Many of us are looking to be transformed in a certain way. It helped to hear that resurrection never looks anything like we think it’s going to.

“Some of us have a deeply misguided desire to be saved through excellence,” Father Terry would note with a chuckle. “We want to be spontaneous yet profound, highly intelligent yet down-to-earth, well-balanced yet passionate, dignified but self-deprecating. We want to be physically fit, good-looking, calm in the face of tragedy, suave in the face of heartbreak, and to have really, really good skin. Through the incarnational mystery of being broken open by fellow alcoholics and addicts, we forget about all that. We become what we really wanted to be all along: we become human. We realize the real point of sobriety is to get in good enough shape to help another alcoholic.”

Still, old habits die hard. Who would I be, I wondered, without my perfectionism? My need to control? My accusatory self-talk?

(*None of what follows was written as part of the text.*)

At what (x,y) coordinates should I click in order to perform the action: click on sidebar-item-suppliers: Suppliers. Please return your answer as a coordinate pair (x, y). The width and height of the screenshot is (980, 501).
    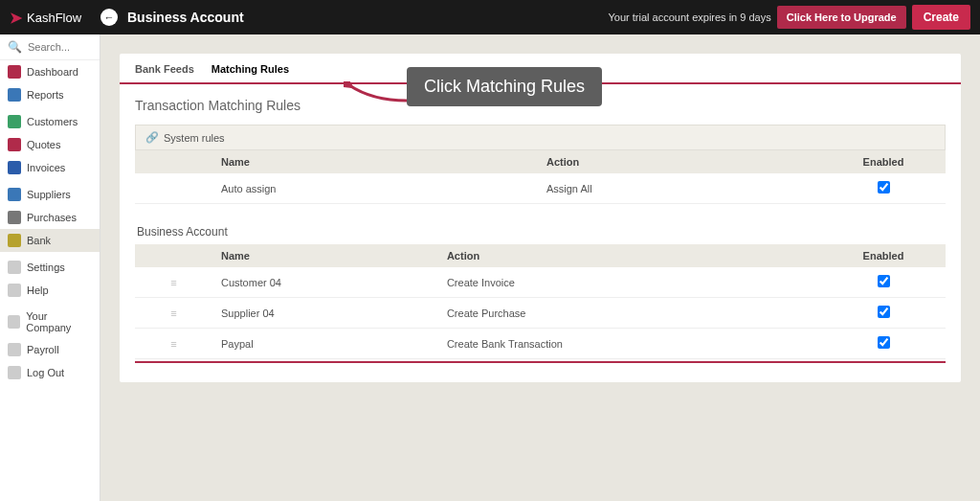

Father Terry would respond, “Implicit in all self-justification is accusation: One of the names for Satan in Catholic theology, in fact, is The Accuser. That’s not God talking to us; that’s us talking to ourselves. There’s no accusation in authentic spirituality — only invitation.”

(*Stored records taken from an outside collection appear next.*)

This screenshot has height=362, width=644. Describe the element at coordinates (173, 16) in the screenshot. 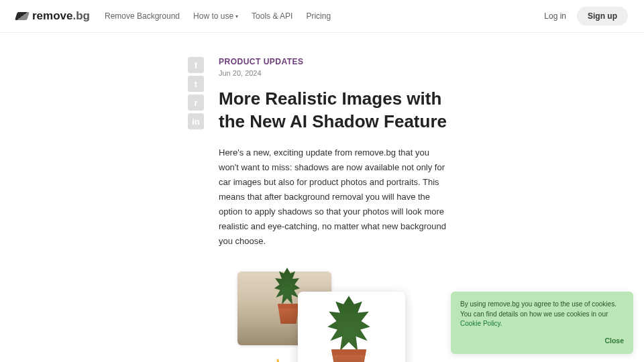

I see `header-left: remove.bg Remove Background How to use▾ …` at that location.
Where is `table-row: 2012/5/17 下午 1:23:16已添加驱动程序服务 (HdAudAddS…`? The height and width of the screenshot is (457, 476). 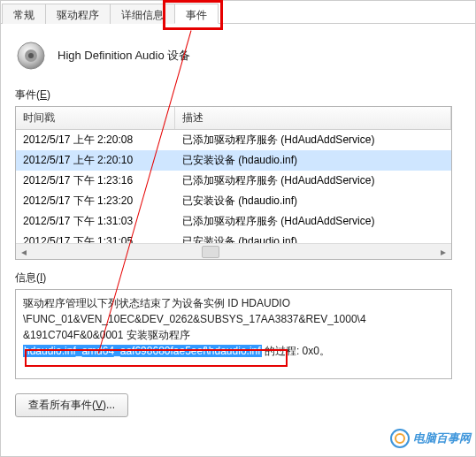 table-row: 2012/5/17 下午 1:23:16已添加驱动程序服务 (HdAudAddS… is located at coordinates (234, 180).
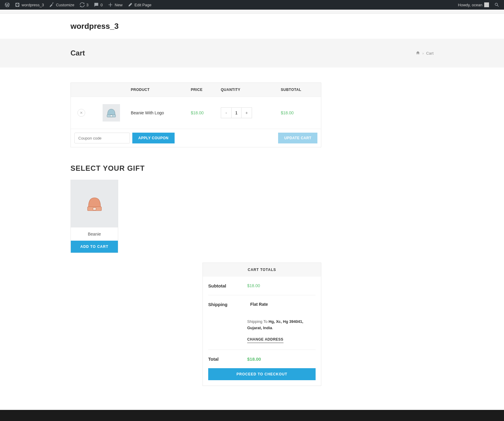  What do you see at coordinates (161, 113) in the screenshot?
I see `product-name: Beanie With Logo` at bounding box center [161, 113].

Two things happen when someone comes into AA, he maintained. The first is that there’s a kind of unspoken joy in the people who welcome and greet you. “Right away they trust that you have it in you to respond to the invitation of sobriety. You don’t get the bum’s rush. No one swarms you. There’s a spiritual maturity.”

“It’s not in the mind of anyone who walks through the doors of AA,” he added, “ ‘I wish someone would see my goodness, my inner essence.’ That thought isn’t conscious. But we all need so much to be welcomed and trusted and honored as free children of God. And when that happens, some real change can occur.”

The second thing that happens is the spontaneous urge to carry the message and treat other people the way you’ve been treated.

“We have an inborn need to love. And in AA people are drawn to, find themselves, identifying with, the other. That ‘Yeah!’ to other people’s brokenness, escapades, sense of humor, remorse, and willingness to make things right is a profound spiritual experience. People feel joy that someone else is coming alive; they’re triggered into identification. Those who stay sober in AA tend to have a little bounce to their step.”

Father Terry would go on to become a monsignor. I was able to visit him over Thanksgiving at the memory care facility where he spent the last year or so of his life. He died in December, on the winter solstice.

He formed me — and thousands others — deeply as a recovering alcoholic, as a follower of Christ, and as a human being.

And he always, always made me laugh. One spiritual director he used for years was Mark Kennedy, himself a recovering alcoholic. “Mark used to say: ‘There’s only one unforgivable sin. And that’s to avoid God until you’re in good enough shape to fool him.’ ”

The funeral Mass for Father Terry will be held Tuesday, Jan. 10, at St. Basil Church, 3611 Wilshire Blvd., Los Angeles, at 11 a.m. Reception to follow in McIntyre Hall.